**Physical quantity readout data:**
○ ○ ○
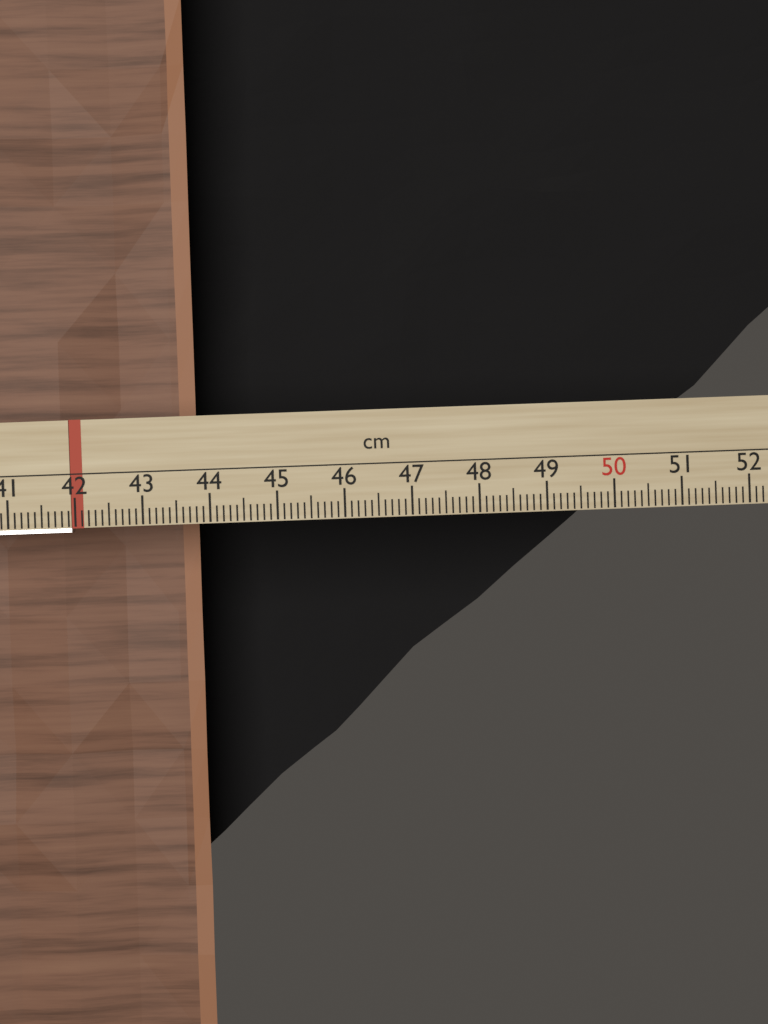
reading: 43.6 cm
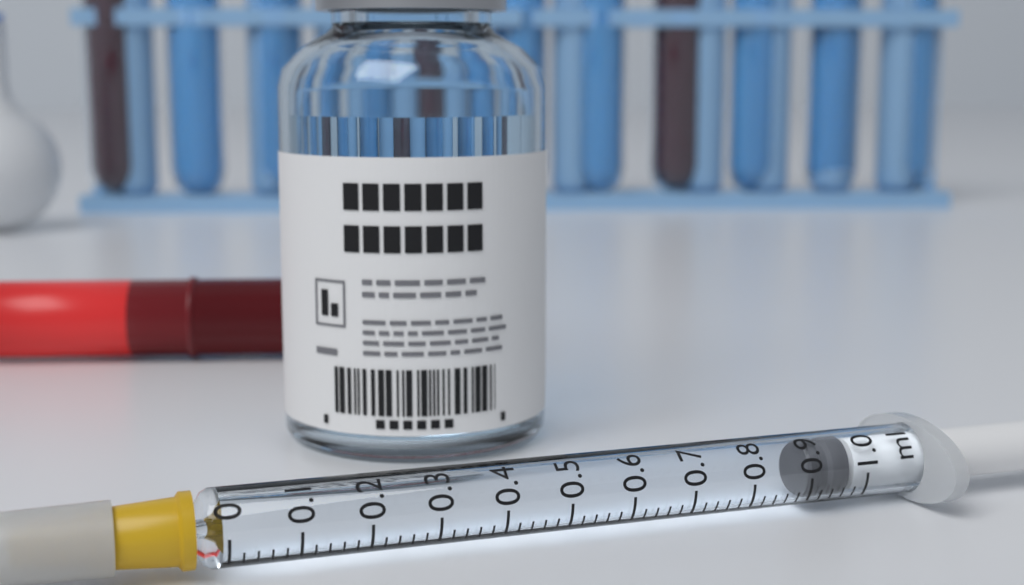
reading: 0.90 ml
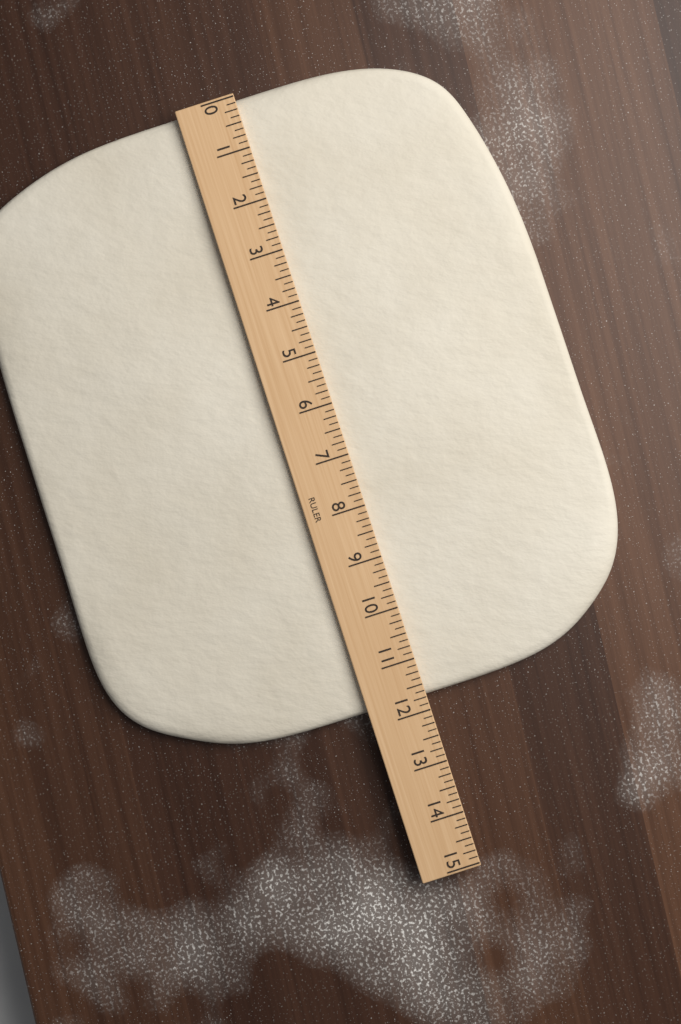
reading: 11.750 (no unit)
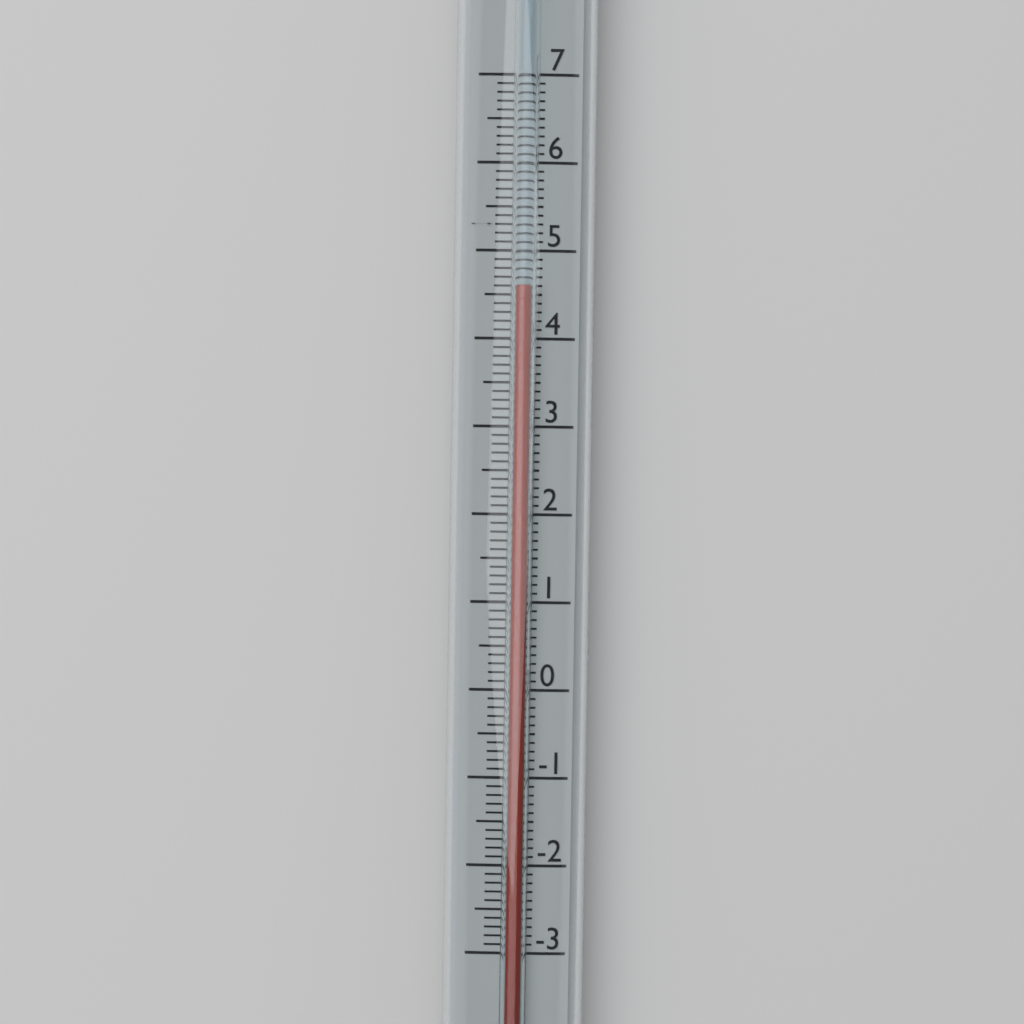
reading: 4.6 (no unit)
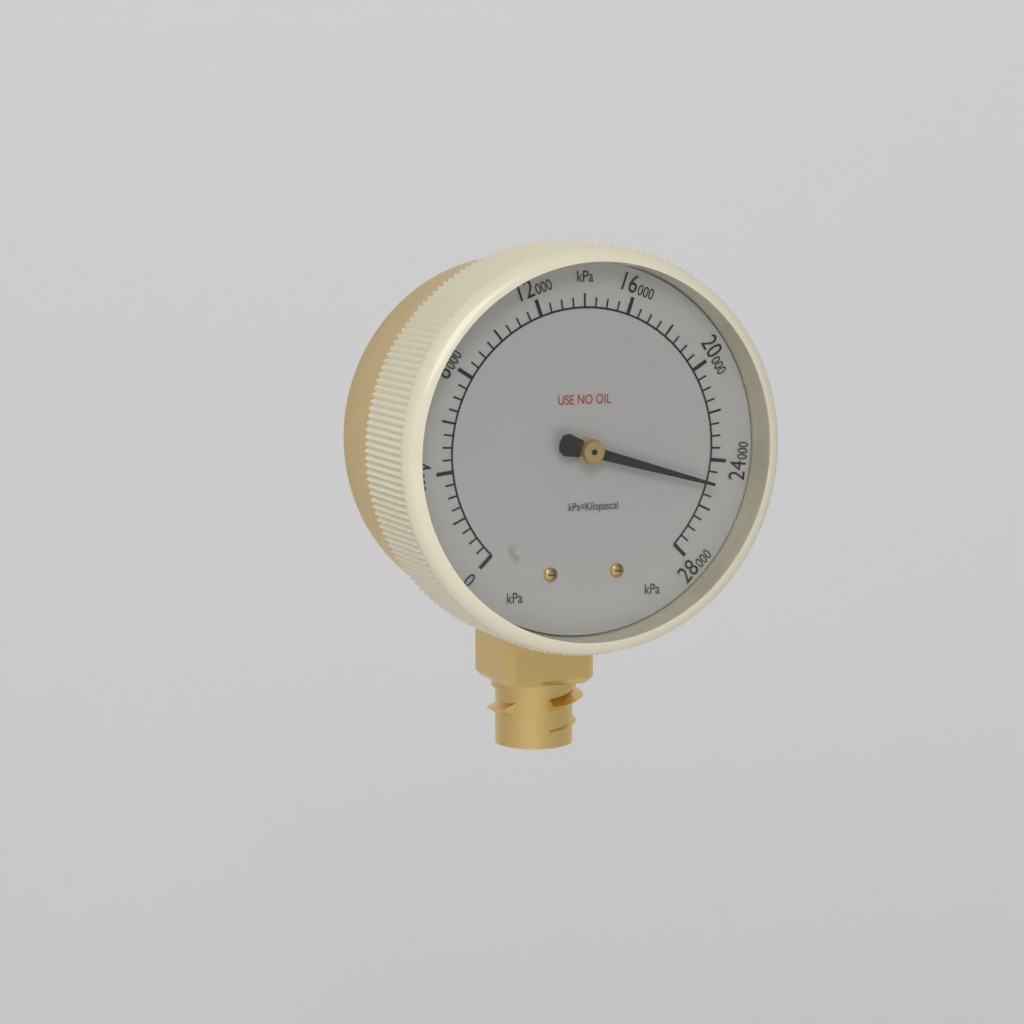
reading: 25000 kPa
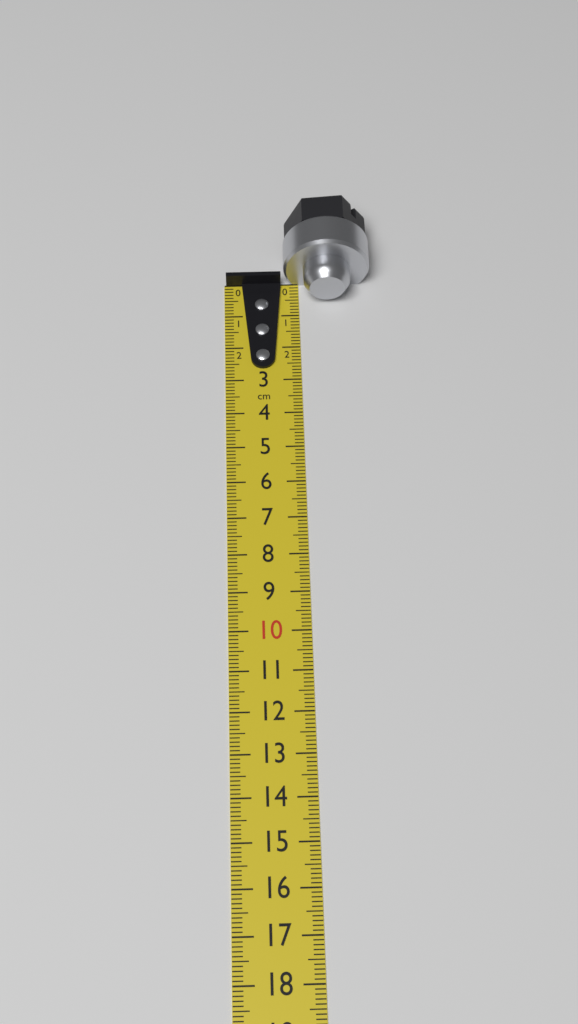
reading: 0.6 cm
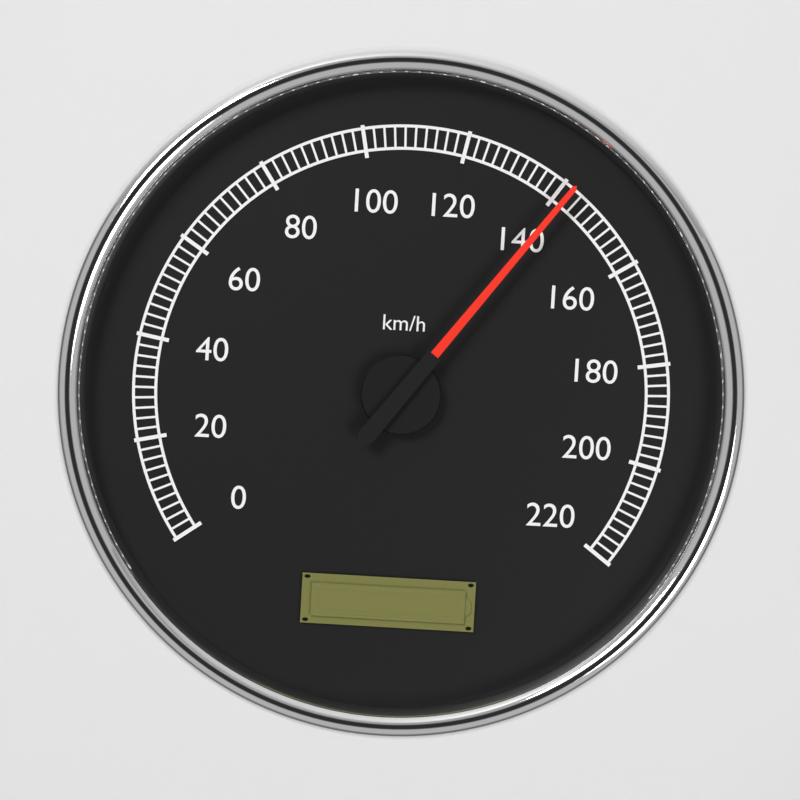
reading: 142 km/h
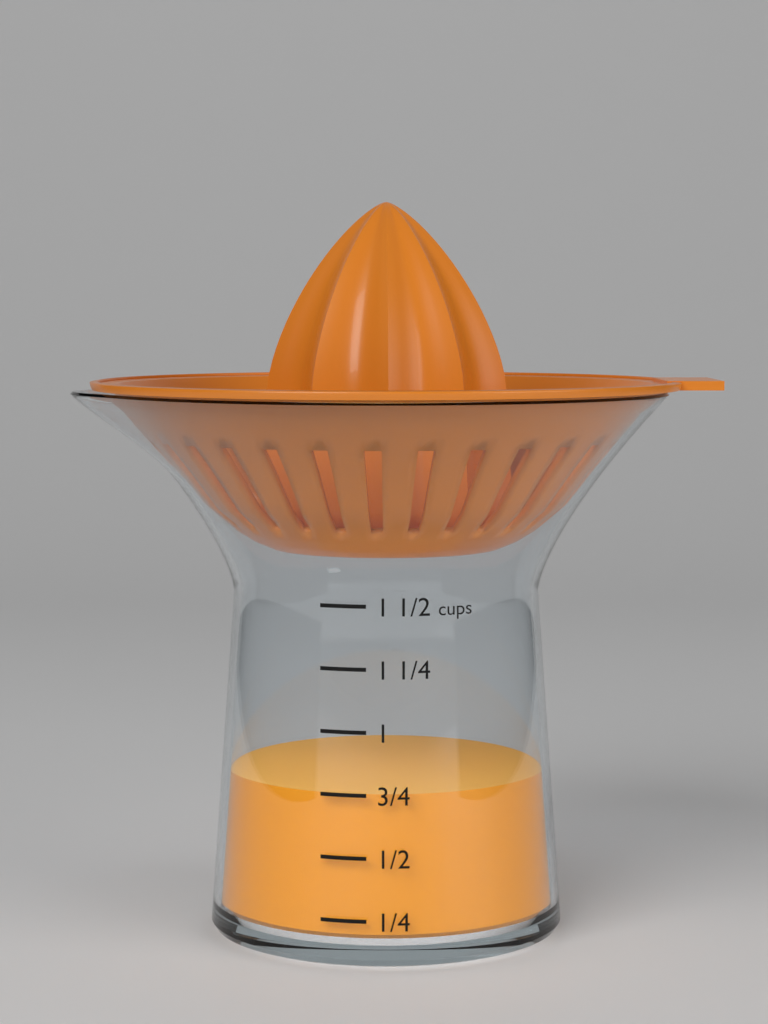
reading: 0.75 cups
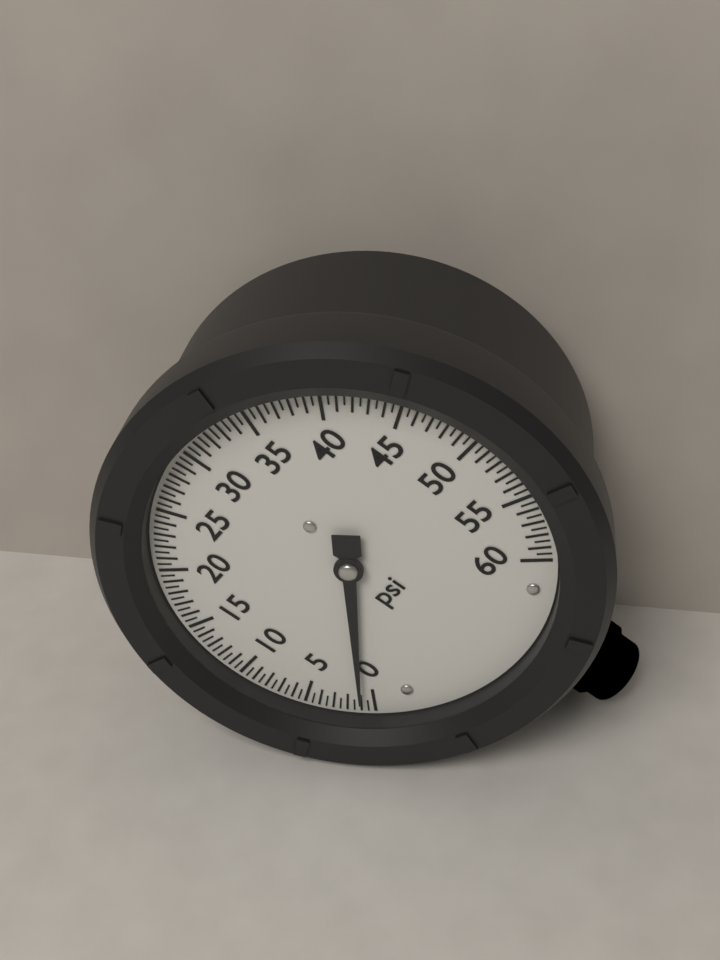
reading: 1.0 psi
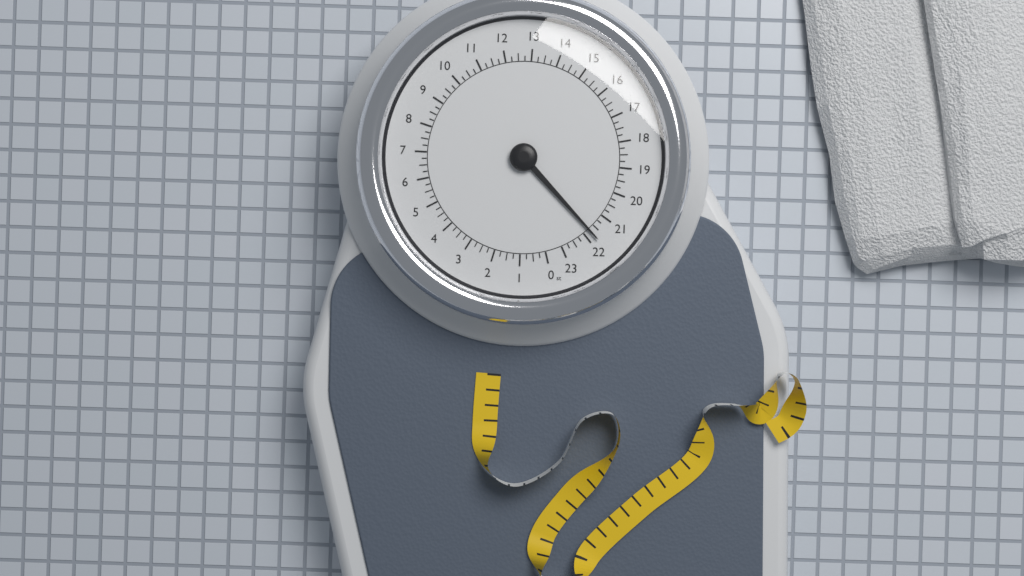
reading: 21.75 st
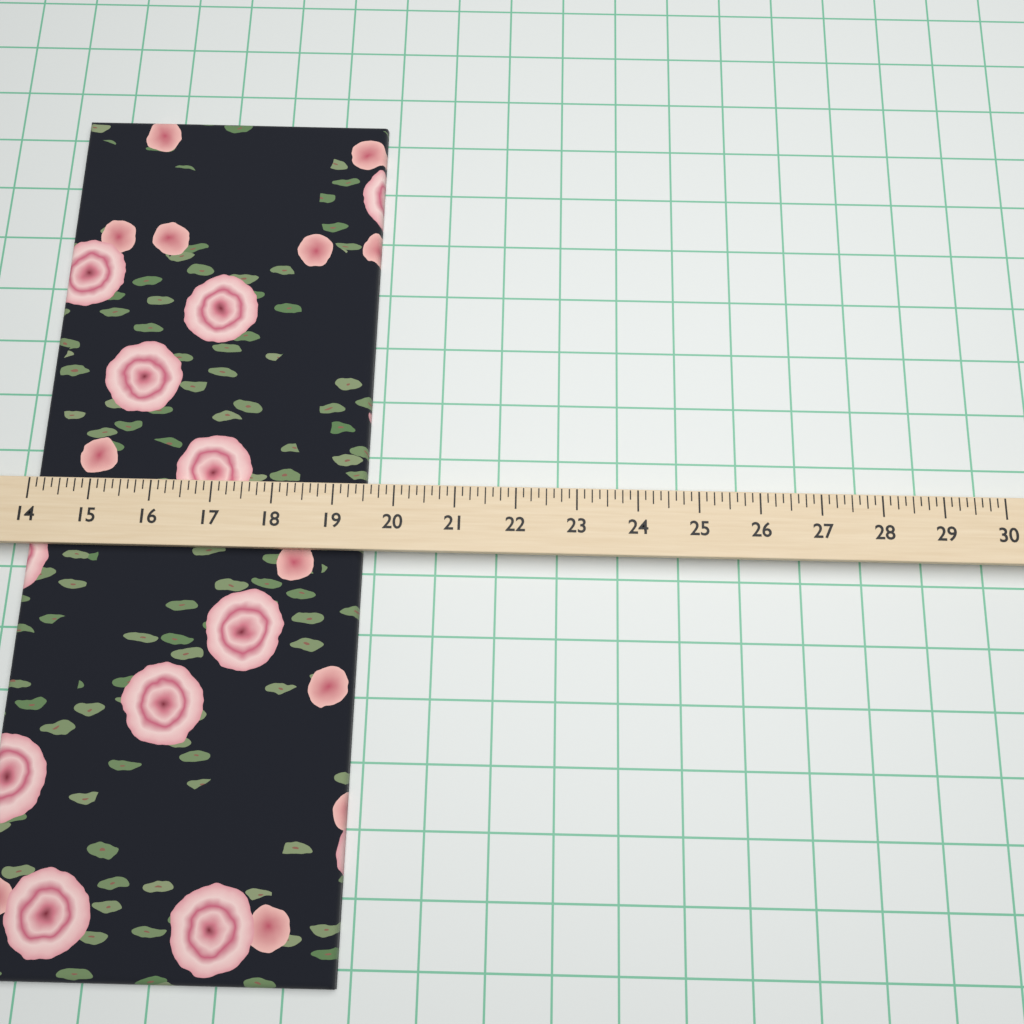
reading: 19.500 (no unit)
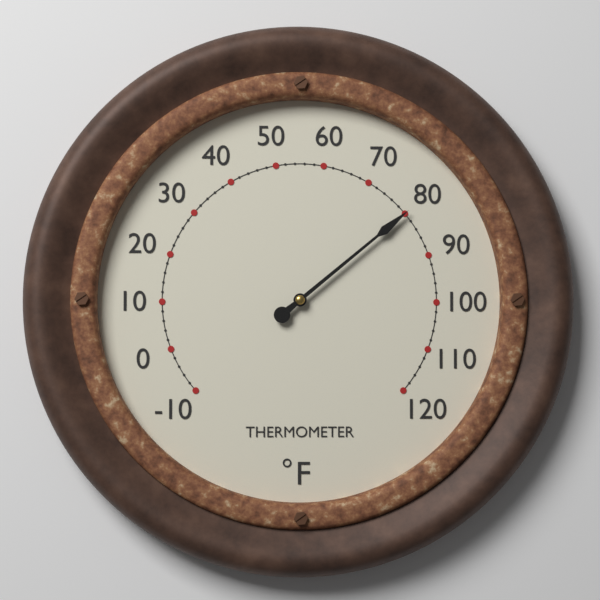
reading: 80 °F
○ ○ ○
Would you write out each record above exactly, with no images?

reading: 43.6 cm
reading: 0.90 ml
reading: 11.750 (no unit)
reading: 4.6 (no unit)
reading: 25000 kPa
reading: 0.6 cm
reading: 142 km/h
reading: 0.75 cups
reading: 1.0 psi
reading: 21.75 st
reading: 19.500 (no unit)
reading: 80 °F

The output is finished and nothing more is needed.